Myths & Misconceptions

Myth

Enclomiphene is a peptide.

Reality

It is not. Enclomiphene is a small-molecule triphenylethylene SERM — structurally related to tamoxifen — and is functionally and chemically distinct from peptide therapeutics. This site covers it because it is discussed constantly in peptide and hormone-optimization circles, but the chemistry is small molecule, not peptide.

Myth

Enclomiphene is FDA-approved for male hypogonadism.

Reality

It is not. The Androxal program received a Complete Response Letter from the FDA in 2015 and was subsequently discontinued in 2021. Current availability is through compounding pharmacies, and all male use is off-label. Racemic clomiphene is FDA-approved for female ovulation induction only.

Myth

Enclomiphene is equivalent to TRT, just taken as a pill.

Reality

The endocrine effect is different. TRT delivers exogenous testosterone and suppresses endogenous HPG axis function, reducing intratesticular testosterone and sperm production. Enclomiphene stimulates the HPG axis to produce more endogenous testosterone, preserving fertility and testicular function. The downstream outcomes — cardiovascular, bone density, long-term safety — are not yet proven equivalent.

Myth

Enclomiphene works for any low-testosterone man.

Reality

It only works in secondary hypogonadism (low testosterone with low or inappropriately normal LH/FSH).
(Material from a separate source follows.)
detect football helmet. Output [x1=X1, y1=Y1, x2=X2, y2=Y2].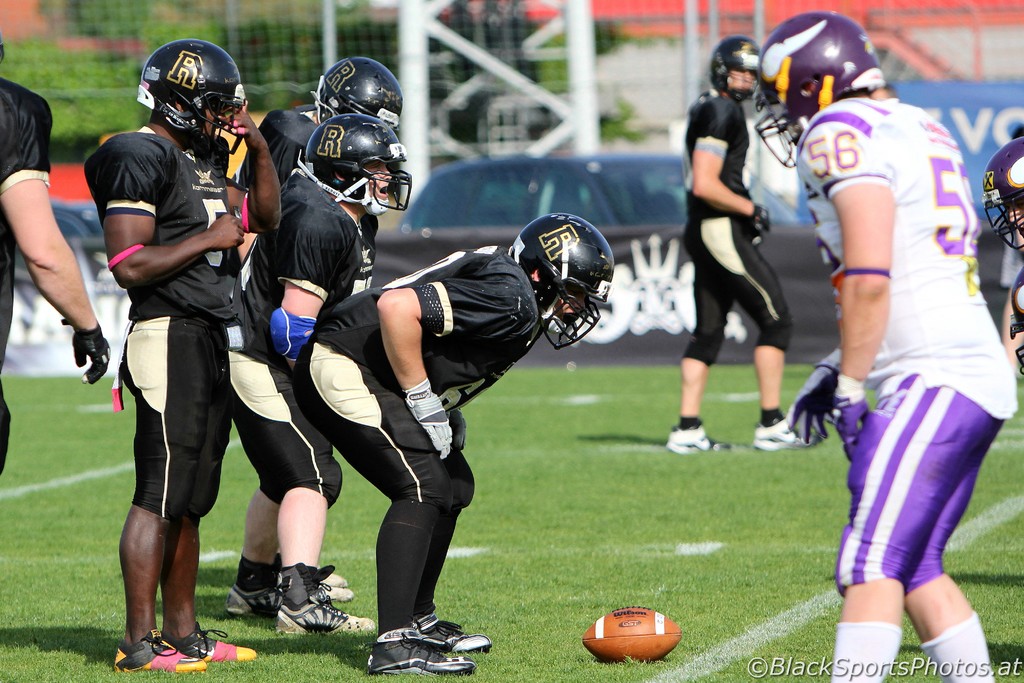
[x1=748, y1=10, x2=885, y2=172].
In primary hypogonadism (low testosterone with elevated LH/FSH indicating testicular failure), the testes cannot respond to the elevated gonadotropin signal, and enclomiphene will not meaningfully raise testosterone. Baseline LH/FSH is the critical pre-treatment assessment.

Myth

Enclomiphene has no side effects because it is 'cleaner' than clomiphene.

Reality

It is cleaner — removing zuclomiphene eliminates much of the estrogenic accumulation and associated mood and visual effects. But it is not side-effect-free. Headache, hot flashes, mild nausea, and modest estradiol rise occur. Rare visual effects (shimmering, floaters) from the class still warrant monitoring. WADA prohibits it for competitive athletes.

Published Research

6 studies

Quick Facts

Class
Selective Estrogen Receptor Modulator
Tier
B
Evidence
Moderate
Safety
Moderate Data
Updated
Apr 2026
Citations
6PubMed

Also known as

EnclomifeneAndroxalTrans-Clomiphene

Tags

SERMTestosteroneFertilityHypogonadismSmall MoleculeCompounding

Conditions Discussed

Evidence Score

Overall Confidence65%

Clinical Trials

View Clinical Trials

Links to ClinicalTrials.gov for reference. Listing does not imply endorsement.